> [Input material]:
---------------

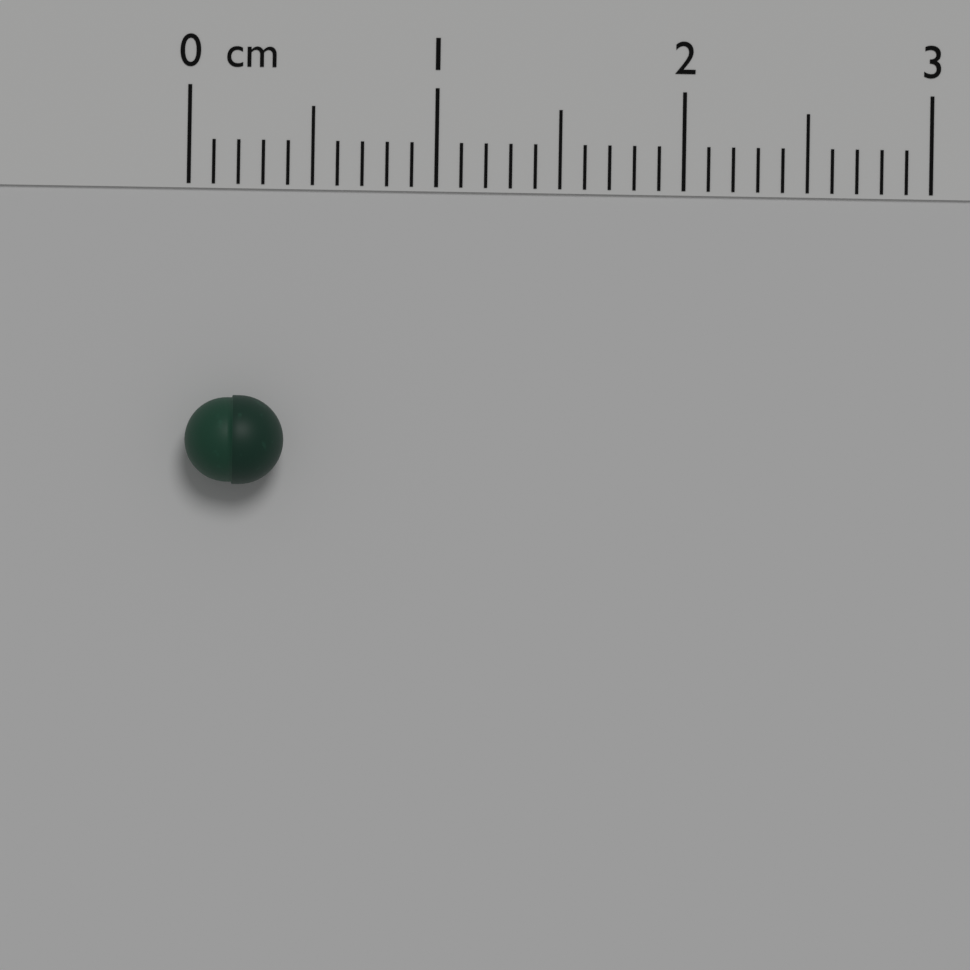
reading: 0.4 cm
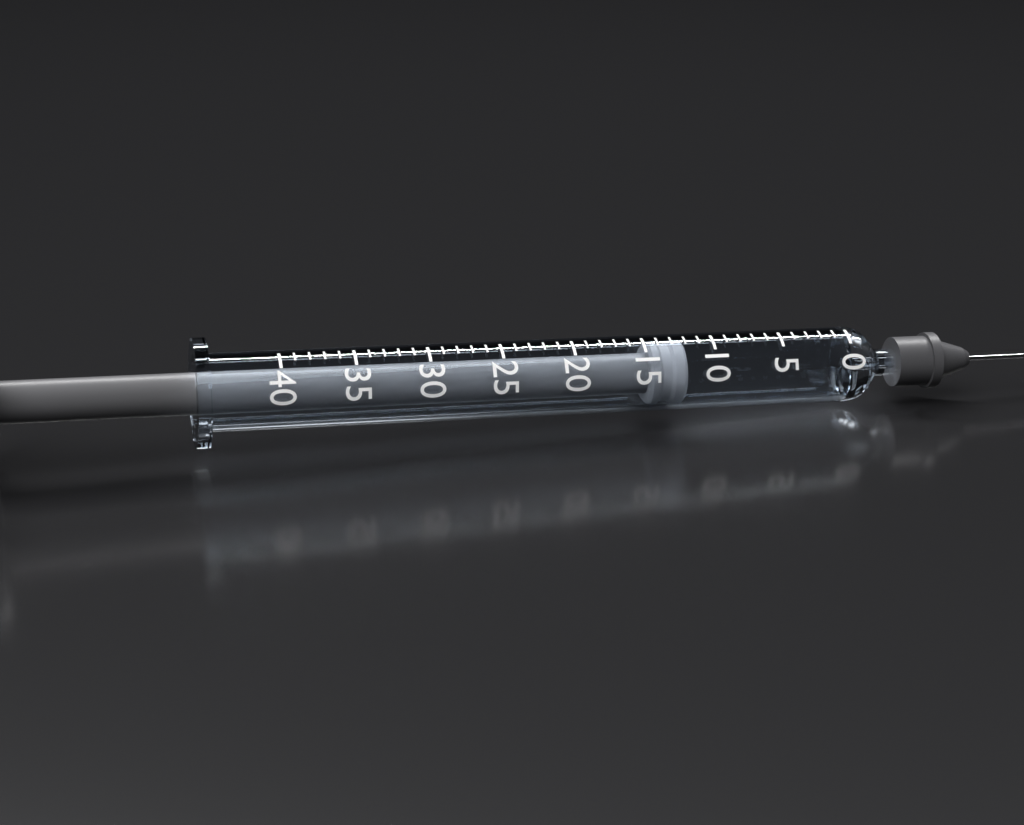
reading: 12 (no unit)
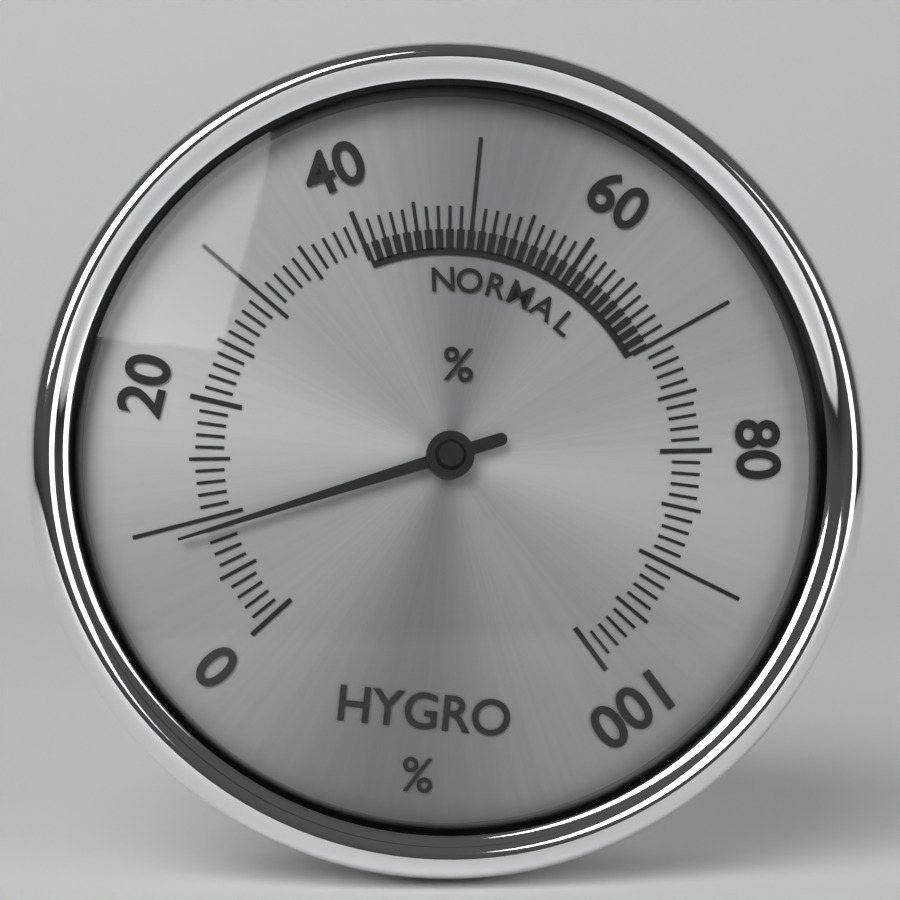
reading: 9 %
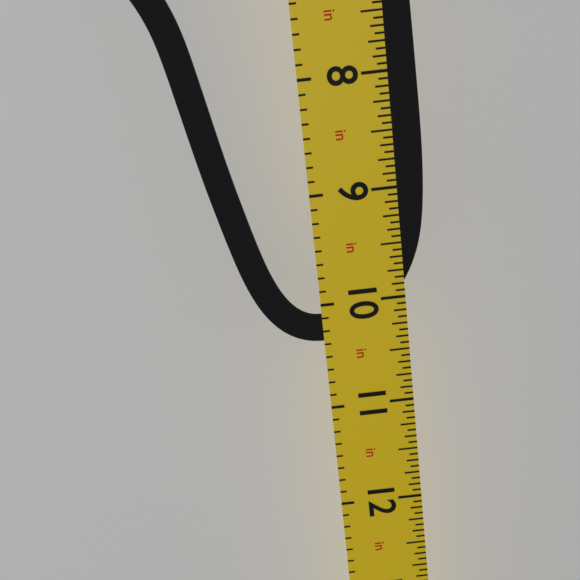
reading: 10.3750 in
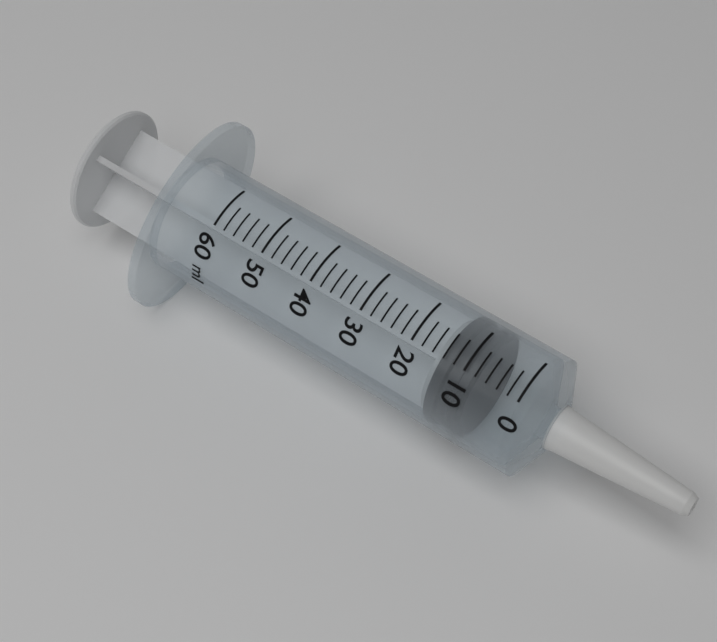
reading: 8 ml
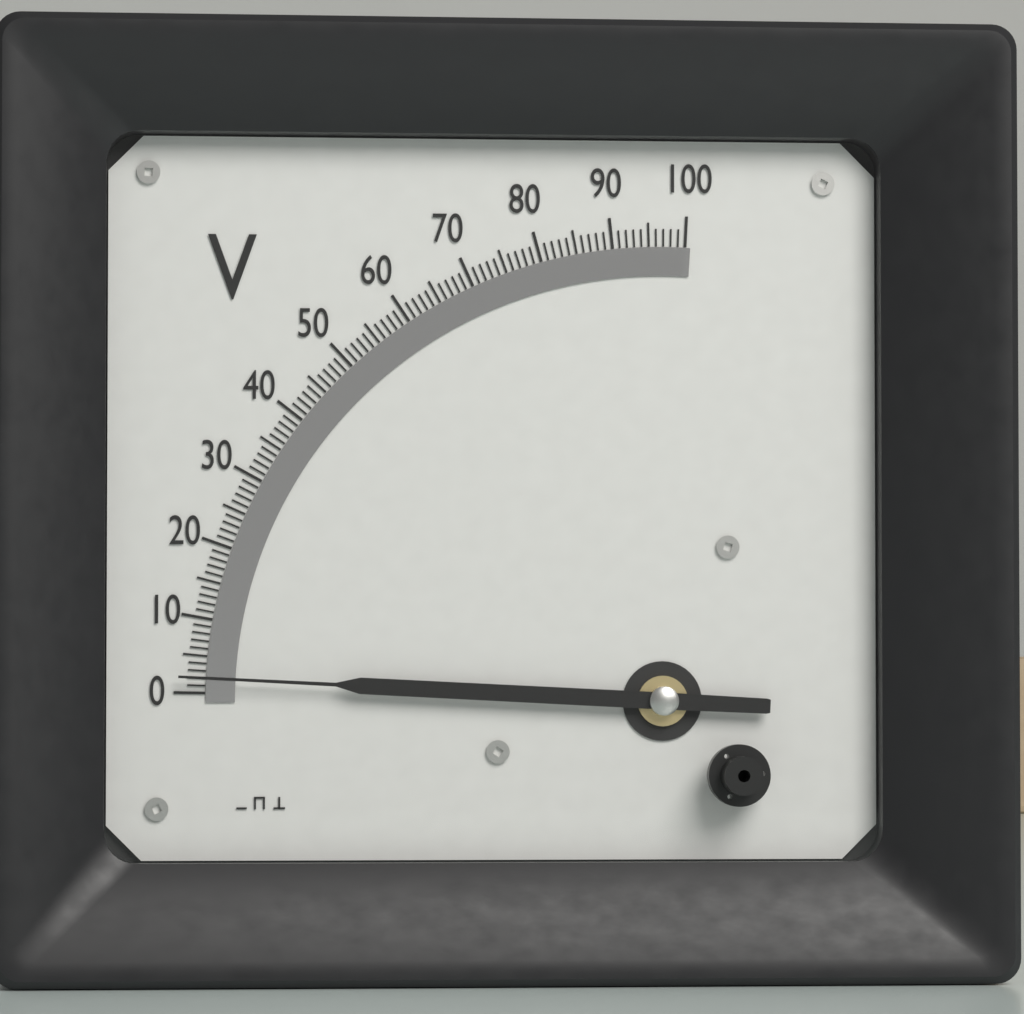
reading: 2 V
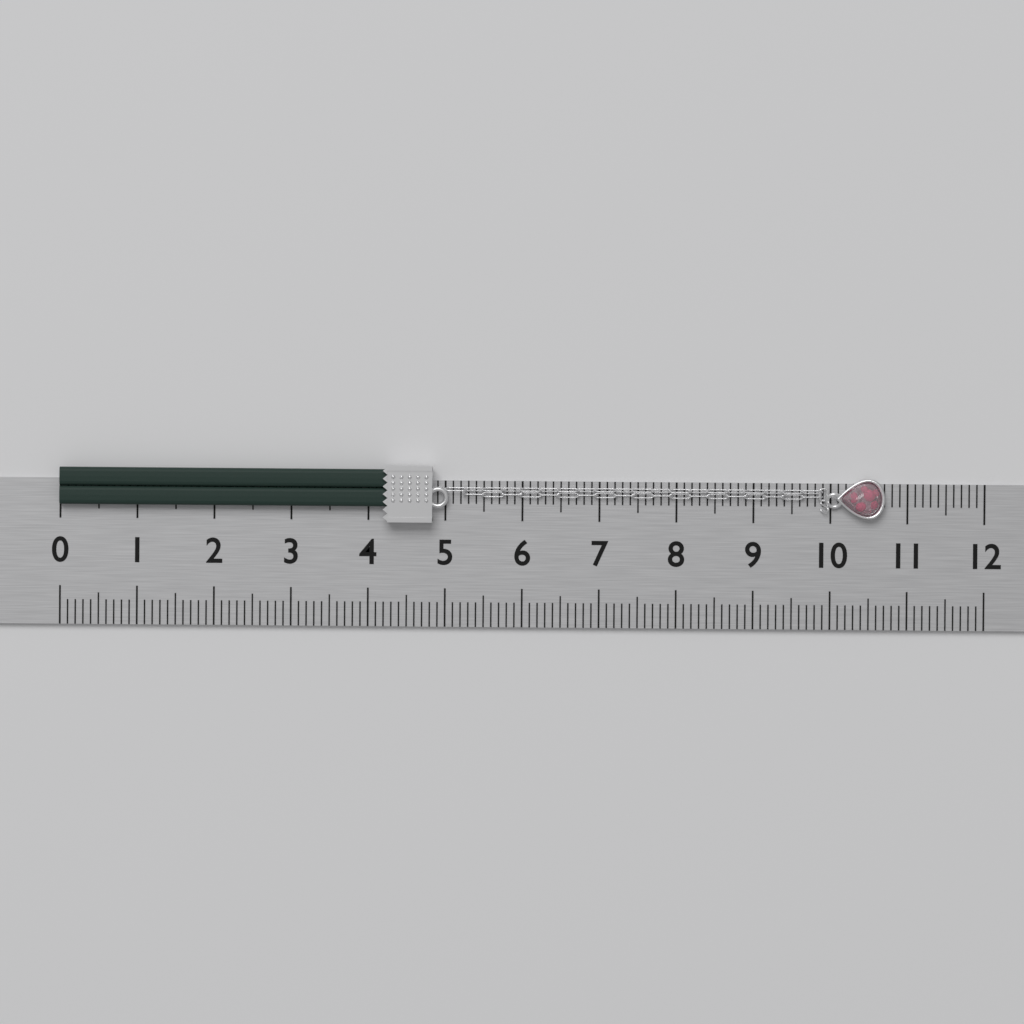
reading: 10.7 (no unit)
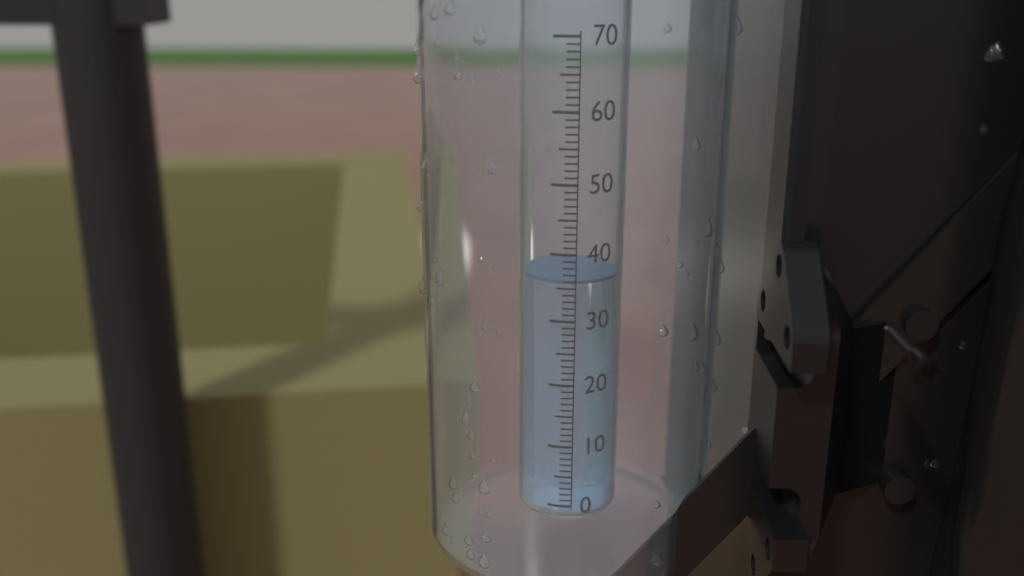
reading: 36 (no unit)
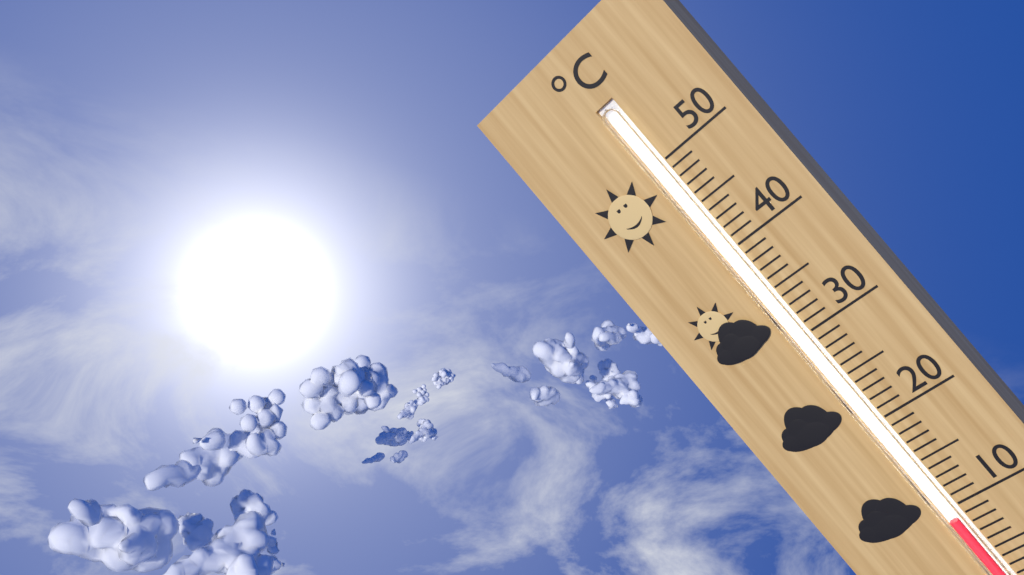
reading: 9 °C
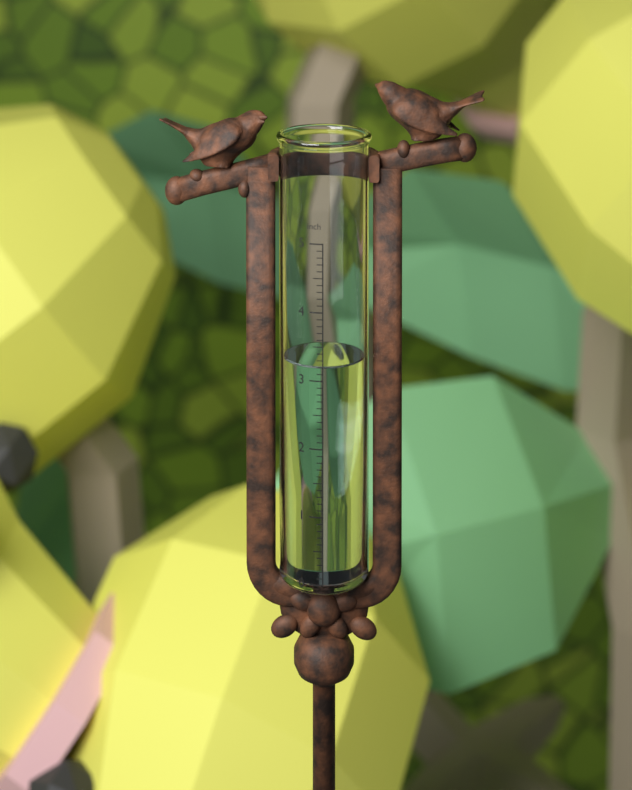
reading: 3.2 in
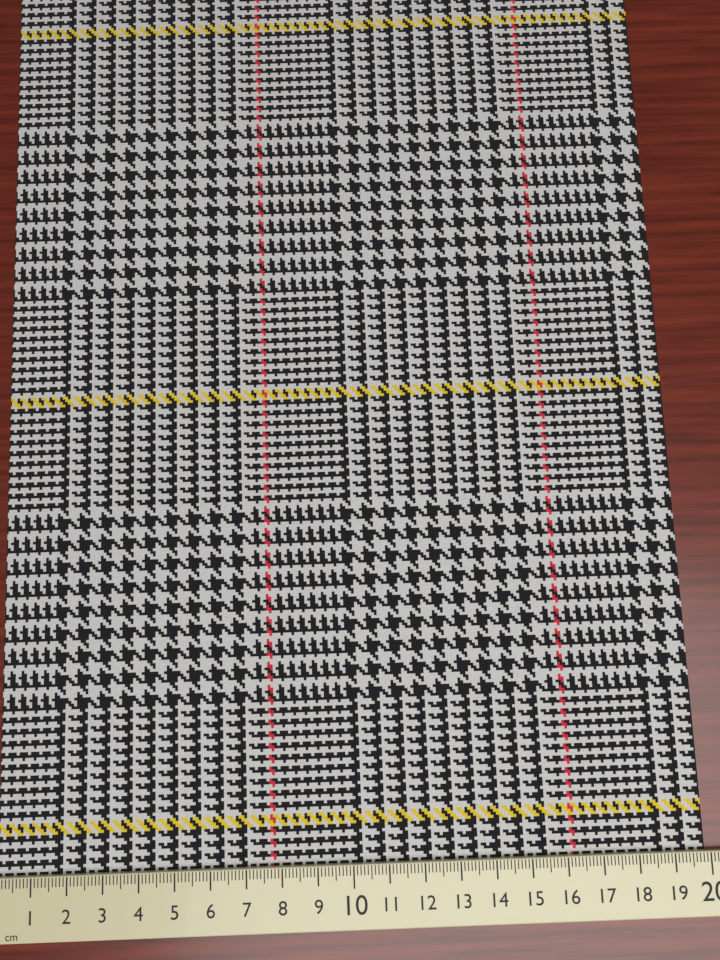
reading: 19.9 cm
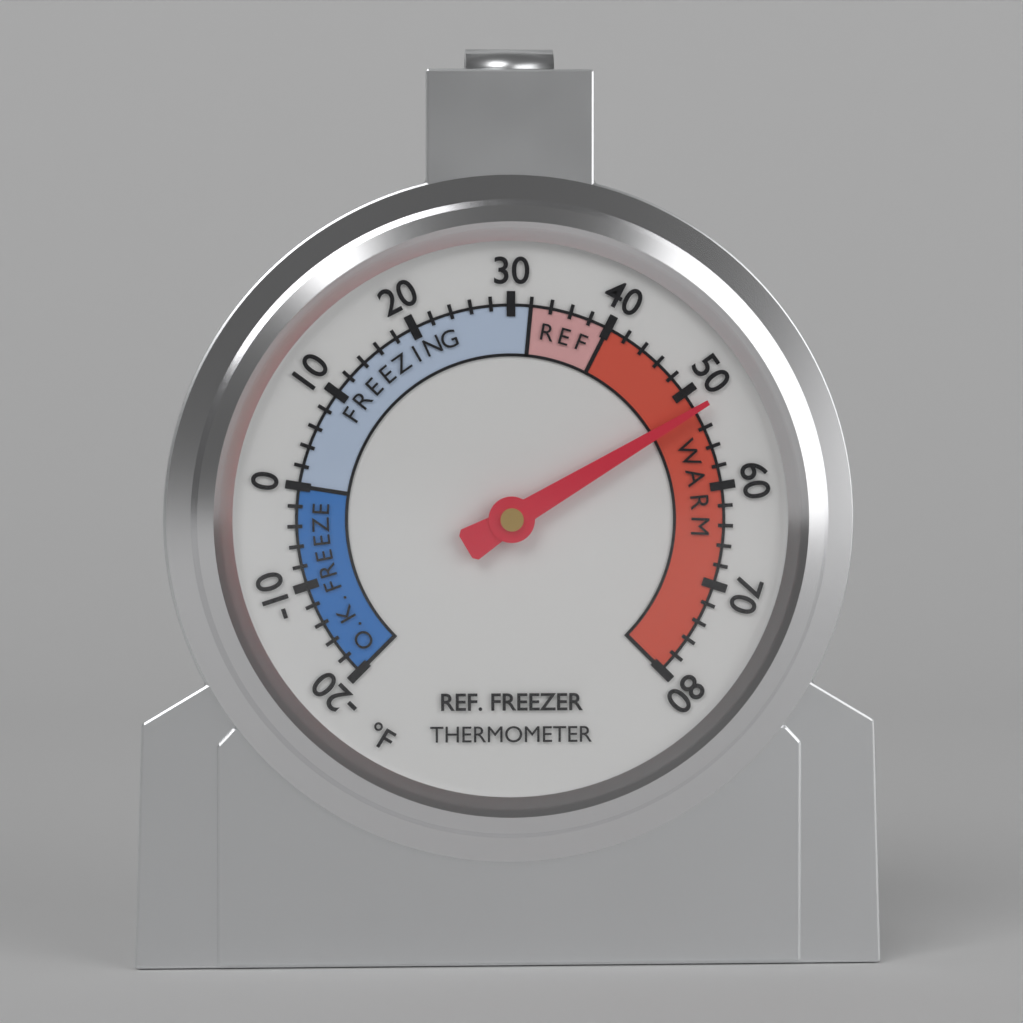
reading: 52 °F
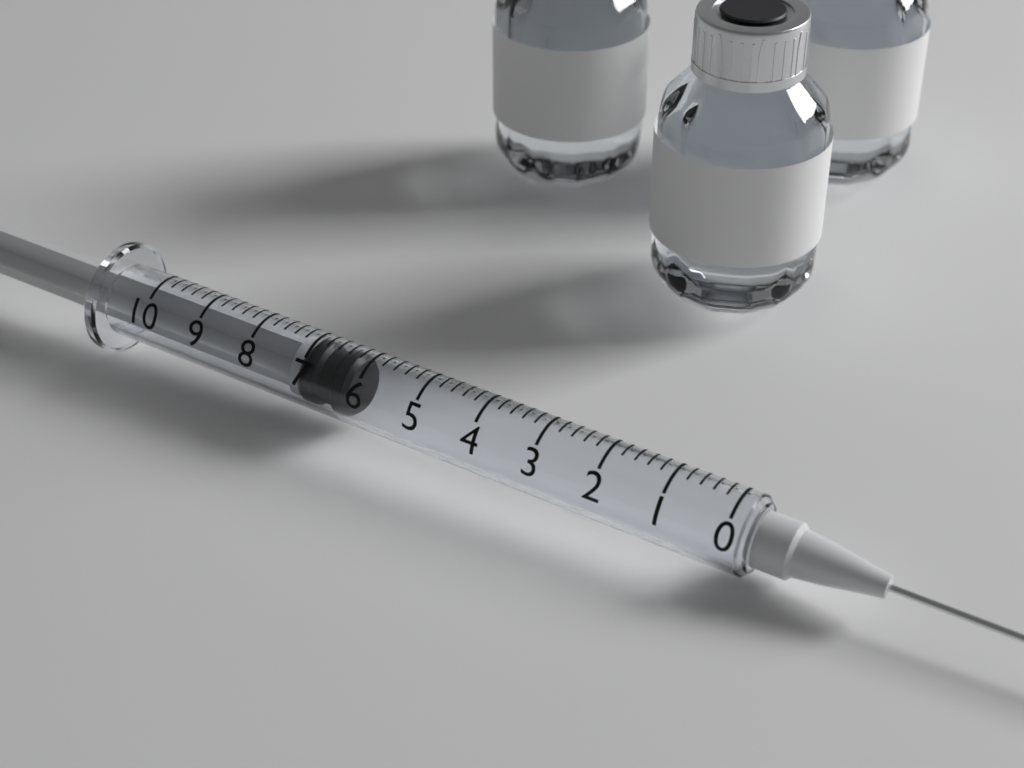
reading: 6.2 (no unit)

---------------

> [Exercise]:
From the line containing "reading: 12 (no unit)" to the last line of the listing above, transcribe each line exactly, skipping the pictures.

> [Answer box]:
reading: 12 (no unit)
reading: 9 %
reading: 10.3750 in
reading: 8 ml
reading: 2 V
reading: 10.7 (no unit)
reading: 36 (no unit)
reading: 9 °C
reading: 3.2 in
reading: 19.9 cm
reading: 52 °F
reading: 6.2 (no unit)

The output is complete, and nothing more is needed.